In a world divided by money, race, religion & language, threatened by terrorism, the relationship of seemingly random events across 3 continents shows how people fail to grasp what is really important in life. They are building (twin) towers into the sky, when they should be reaching out to communicate with those around them. Love is a central theme in this film. Get past the babble of modern life & listen to each other.

Everything in this movie is outstanding, the soundtrack, the photography, the atmosphere, the parallel storylines that eventually converge & the underlying comment about life in the 21stthink.



Big Up Beirut

















Sometimes when I arise, I just have to hear Beirut. I don’t know it just seems to clear the air. What is it? The harmonies, the lilting brass or just stunning melodies. So fresh, so vibrant & even after hearing the new album so many times, the cd goes on again.

For some reason, I am drifting through a Balkan or tango phase at the moment. I am either listening to Beirut, Gotan Project, Bajofondo Tango Club or a recent acquisition: the Kocani Orkestar – ‘Alone at my Wedding’. The latter reminds me of my own wedding.

Shinsuki Nakamuri, Meiko Kaji & Reiko Ike

If like me you have a soft spot for the Ye-Ye Girls & enjoy the Jane Birkin, Frances Gall & Bridgette Bardots of this world then you might be pleasantly surprised, amused or even shocked at the songs of Reiko Ike.

I was expecting another Meiko Kaji, i.e. Japanese Ye-Ye, but I had to sprint over to the hi-fi to turn the volume (usually at bat level!) down el rapido.

Although the songs are roughly in the same genre, she peppers each one with heavy breathing & other more embarrassing porno effects.




Dip Tip #23
















Culinary delights from our mystery shopper as he cruises the supermarkets in his luxury continental motor vehicle


Pay attention to the sweet fusion of Olive & Sundried Tomato Houmous from Tesco....it is to die for...

Friday, November 02, 2007

Back From The Dead



The oldest, quality, 5-a-side player clawed his way back from an injury that would have halted someone, who had the least modicum of common sense.

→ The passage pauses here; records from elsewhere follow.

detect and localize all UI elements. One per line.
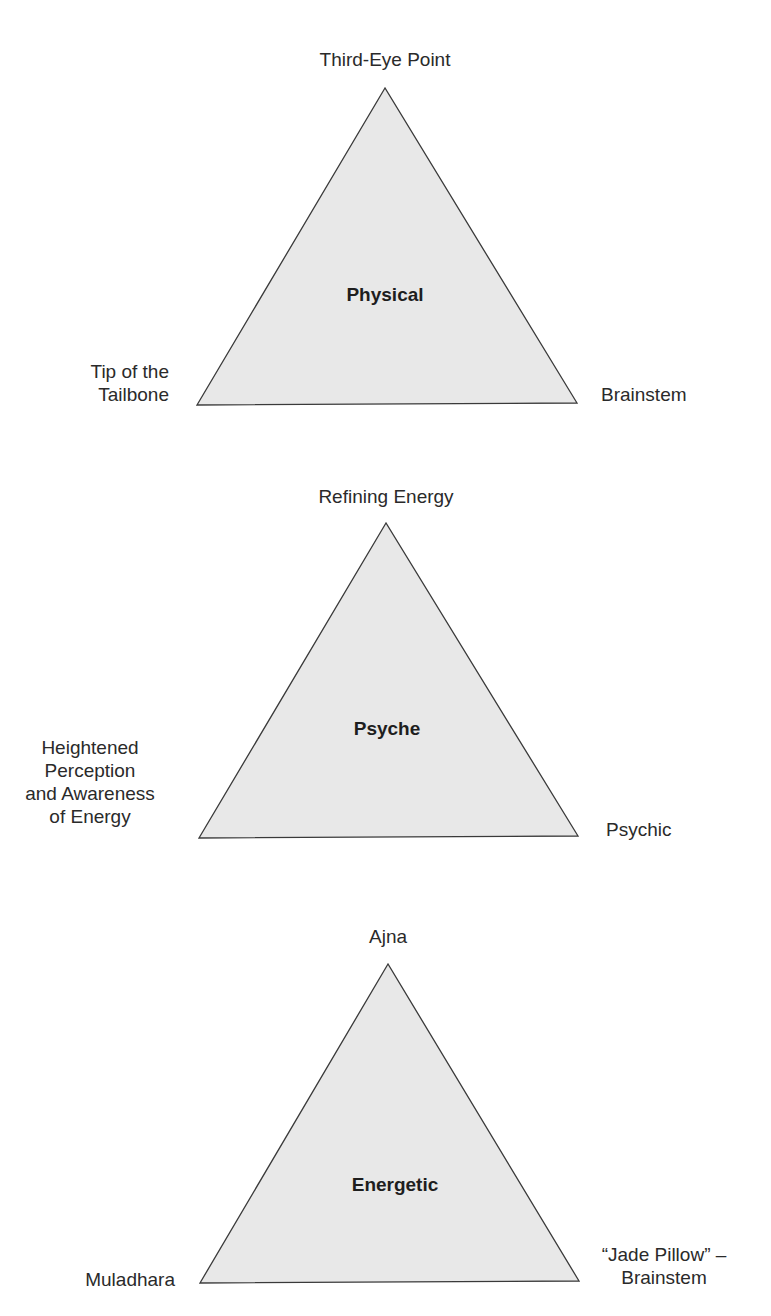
- energetic-right-label-line-1: “Jade Pillow” –: [602, 1243, 727, 1266]
- psyche-right-label-line-1: Psychic: [606, 818, 671, 841]
- physical-left-label-line-2: Tailbone: [90, 383, 169, 406]
- physical-left-label: Tip of the Tailbone: [90, 360, 169, 406]
- energetic-right-label: “Jade Pillow” – Brainstem: [602, 1243, 727, 1289]
- energetic-left-label-line-1: Muladhara: [85, 1268, 175, 1291]
- physical-right-label-line-1: Brainstem: [601, 383, 687, 406]
- psyche-left-label: Heightened Perception and Awareness of E…: [25, 736, 155, 828]
- energetic-top-label: Ajna: [369, 925, 407, 948]
- psyche-center-label: Psyche: [354, 718, 421, 740]
- physical-left-label-line-1: Tip of the: [90, 360, 169, 383]
- triangle-energetic: [200, 964, 579, 1283]
- psyche-left-label-line-3: and Awareness: [25, 782, 155, 805]
- psyche-top-label: Refining Energy: [318, 485, 453, 508]
- energetic-center-label: Energetic: [352, 1174, 439, 1196]
- energetic-right-label-line-2: Brainstem: [602, 1266, 727, 1289]
- triangles-diagram: [0, 0, 771, 1316]
- triangle-psyche: [199, 523, 578, 838]
- psyche-left-label-line-1: Heightened: [25, 736, 155, 759]
- physical-right-label: Brainstem: [601, 383, 687, 406]
- physical-center-label: Physical: [346, 284, 423, 306]
- physical-top-label: Third-Eye Point: [320, 48, 451, 71]
- triangle-physical: [197, 88, 577, 405]
- psyche-left-label-line-4: of Energy: [25, 805, 155, 828]
- psyche-left-label-line-2: Perception: [25, 759, 155, 782]
- psyche-right-label: Psychic: [606, 818, 671, 841]
- energetic-left-label: Muladhara: [85, 1268, 175, 1291]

However, I did take a few minor precautions. I purchased a pair of cheap shin guards that meant I was dressed like an ice hockey goalkeeper on the pitch. At least it might scare the other players. I had a goal & injury free game. However after the match & the shower, I could not find my football shorts that also housed my boxer shorts. I asked the players who were still around, but to no avail.

It was with great embarrassment, that I had to go ‘commando’ back to work in the library. I immediately put an ‘all alert’ bulletin out via email. I had enough sense just to target my fellow players & not a general message to the whole college!

Naturally, I got my fair share of humorous replies, I did ask if it was some kind of sick ‘trophy thing’ & people did put others in the frame suspecting they had already sold them on eBay!

I did get them back someone had taken them in error, exactly as I thought, but now I have so many aches & pains throughout my whole body. This is where the age factor does come into play. I have a week to recover.




Replacing all that classic vinyl




In previous posts I have mentioned my sickness, nay obsession, in finding those lost gems of another age when we lived a fuller life & cared about each other.




Recently I raved about the Tony McPhee’s (Groundhogs) compilation ‘I asked for Water & she gave me Gasoline’ & Loudon Wainwright III’s 2nd album.

I have been re-living golden moments this a.m. as I type this & listen to Doug Kershaw’s ‘Devil’s Elbow’. What a stone dead classic from Louisiana.